Search Results Heading

MBRLSearchResults

mbrl.module.common.modules.added.book.to.shelf
Title added to your shelf!
View what I already have on My Shelf.
Oops! Something went wrong.
Oops! Something went wrong.
While trying to add the title to your shelf something went wrong :( Kindly try again later!
Are you sure you want to remove the book from the shelf?
Oops! Something went wrong.
Oops! Something went wrong.
While trying to remove the title from your shelf something went wrong :( Kindly try again later!
    Done
    Filters
    Reset
  • Discipline
      Discipline
      Clear All
      Discipline
  • Is Peer Reviewed
      Is Peer Reviewed
      Clear All
      Is Peer Reviewed
  • Series Title
      Series Title
      Clear All
      Series Title
  • Reading Level
      Reading Level
      Clear All
      Reading Level
  • Year
      Year
      Clear All
      From:
      -
      To:
  • More Filters
      More Filters
      Clear All
      More Filters
      Content Type
    • Item Type
    • Is Full-Text Available
    • Subject
    • Publisher
    • Source
    • Donor
    • Language
    • Place of Publication
    • Contributors
    • Location
8 result(s) for "False testimony Fiction."
Sort by:
The grave's a fine and private place
\"\"The world's greatest adolescent British chemist/busybody/sleuth\" (The Seattle Times), Flavia de Luce, returns in a twisty new mystery novel from award-winning and New York Times bestselling author Alan Bradley. In the wake of an unthinkable family tragedy, twelve-year-old Flavia de Luce is struggling to fill her empty days. For a needed escape, Dogger, the loyal family servant, suggests a boating trip for Flavia and her two older sisters. As their punt drifts past the church where a notorious vicar had recently dispatched three of his female parishioners by spiking their communion wine with cyanide, Flavia, an expert chemist with a passion for poisons, is ecstatic. Suddenly something grazes against her fingers as she dangles them in the water. She clamps down on the object, imagining herself as Ernest Hemingway battling a marlin, and pulls up what she expects will be a giant fish. But in Flavia's grip is something far better: a human head, attached to a human body. If anything could take Flavia's mind off sorrow, it is solving a murder--although one that may lead the young sleuth to an early grave\"-- Provided by publisher.
Documenting the Corporate Underworld in Mark Nowak's Coal Mountain Elementary
Documentary (or “reportage”) art has been widely studied as a social and political practice aligned with investigative or “muckraking” journalism. Likewise, the critical discussion of documentary poetry has emphasized its political, rather than its strictly literary, nature. Less, meanwhile, has been written about the documentary tendency in terms of its complex relationship to long-held traditions of poetry. This article calls attention to one site where documentary poetry is, rather than simply discarding poetry's traditional conceits, actively incorporating them into its contemporary project. Mark Nowak's 2009 book Coal Mountain Elementary documents industrial mining experiences for a public audience. As a work of political art, it serves an overt public function within a discursive environment in which truth is hidden and in need of being extracted, yet in doing so it evokes perhaps the most powerful formula available to the Western poetic tradition for revealing concealed information: the katabasis (Greek: κατάβασις, “descent”) literary trope. Nowak assembles documents that lead the reader underground into privatized, corporate-controlled spaces, enlisting katabatic imagery to indicate sites of human abuse in the coal extraction industry. Thus, CME redirects the katabasis topos from a visionary to a documentary program; literalizing and inverting the heroic formula, Nowak structures his political critique of today's neoliberalized workplace as a subversion of Western poetic convention—an anti-katabasis. In this way the poet transforms the ancient narrative trope into an act of public investigation and a mode of historical description. Nowak's reopening of the katabasis trope disrupts neoliberal narrative closures and indicates arenas of renewed literary heroism in contemporary society.
Francine Prose Has an Eye for Disinformation
In June 2017, while Americans were furiously debating former FBI director James Comey’s testimony on Capitol Hill, the writer and critic Francine Prose offered a staid, almost schoolteacherly response to the hearing. In the New York Review of Books, she presented a close textual analysis of Comey’s testimony and his exchanges with the members of the Senate Intelligence Committee, dissecting word choices and rhetorical tics. What did he mean by the word honest, what did former president Donald Trump mean by the word loyalty, and why exactly did Republican senators repeatedly assert that Trump was “not under investigation”?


* **What is being asked**
Verbatim copy, images excluded: write out each record shown below.

* **Exercise data**
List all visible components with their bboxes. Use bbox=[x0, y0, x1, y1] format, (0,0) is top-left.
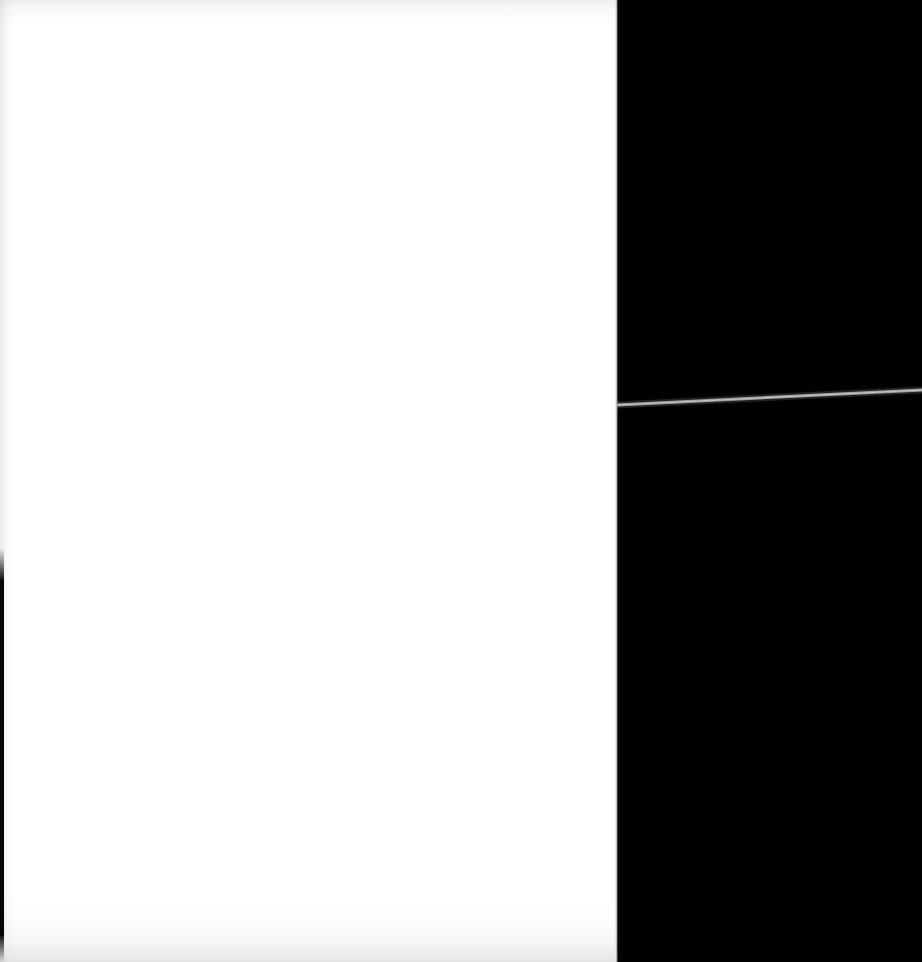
page-top-edge-shading bbox=[0, 0, 618, 26]
left-edge-black-strip-fade-top bbox=[0, 548, 4, 582]
scanner-backing-region bbox=[618, 0, 922, 962]
scanned-page-region bbox=[0, 0, 618, 962]
left-edge-black-strip bbox=[0, 580, 4, 936]
left-edge-black-strip-fade-bottom bbox=[0, 934, 4, 962]
page-bottom-edge-shading bbox=[0, 892, 618, 962]
scanned-image-canvas: Blank white page with black scanner back… bbox=[0, 0, 922, 962]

* **Task response**
List all visible components with their bboxes. Use bbox=[x0, y0, x1, y1] format, (0,0) is top-left.
page-top-edge-shading bbox=[0, 0, 618, 26]
left-edge-black-strip-fade-top bbox=[0, 548, 4, 582]
scanner-backing-region bbox=[618, 0, 922, 962]
scanned-page-region bbox=[0, 0, 618, 962]
left-edge-black-strip bbox=[0, 580, 4, 936]
left-edge-black-strip-fade-bottom bbox=[0, 934, 4, 962]
page-bottom-edge-shading bbox=[0, 892, 618, 962]
scanned-image-canvas: Blank white page with black scanner back… bbox=[0, 0, 922, 962]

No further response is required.